He spoke to as many as possible, including the Stone Agers. Zuckoff does a very good job of giving us a feel for the players here. The group includes a beautiful, but tough as nails, damsel-in-distress, a courageous Lieutenant who has to overcome his grief at the loss of his brother and rise to the occasion in order to keep himself and his people alive, a studly, gung-ho paratrooper eager to prove his mettle and recover the survivors, a drunken, disgraced Hollywood film-maker trying to recover his career, daring and chipper Filipino medics and paratroopers, and, of course, a tribe or two of local cannibals, who have discovered fire, but have not yet made it up to the wheel. The personalities read like a Hollywood dream come true. It is a huge island, second largest on Earth, and in addition to its other selling points, it is inhabited by tribes of cannibals still living with Stone Age technology, and, just for fun, thousands of well-camouflaged Japanese soldiers, recently driven inland from the coast. He was the first native to literally extend a hand of greeting to Margaret Hastings, Kenneth Decker and John McCollom - Image and text from Zuckoff's siteġ945 New Guinea is home to a wide range of unpleasant biting creatures and a cornucopia of microscopic bad boys that would make a biologist sing, but might present a challenge to crash survivors, particularly when piled atop the burden of serious injuries. Known to the Gremlin Special survivors as "Pete," a leader of the village of Uwambo. When it crashes in the jungle only three survive. Twenty-four people are on the trip flying in the ill-named Gremlin Special.

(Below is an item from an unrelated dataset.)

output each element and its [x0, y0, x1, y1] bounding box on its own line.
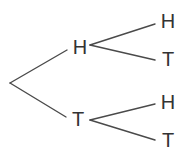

Lost in Shangri-la by Mitchell Zuckoff

They call this newly discovered place Shangri-La in honor of the fictional utopia of James Hilton’s Lost Horizon. Aboard is a collection of military personnel, male and female, flying over the island to get a look-see at a remote, newly-discovered but ancient civilization, tucked away between mist-covered mountains and guarded by hundreds of square miles of impenetrable jungle. In the waning days of World War II, an Army C-47 transport plane takes off from Base G in the town of Hollandia, on the north coast of New Guinea. While researching another project, Mitchell Zuckoff happened across this story, actually located one of the survivors, and has rescued this gripping tale from an undeserved oblivion. But a few small events, like the first use of nuclear weapons and the subsequent end of the war, pushed the story out of the public eye. People followed the search and then the rescue attempts for weeks.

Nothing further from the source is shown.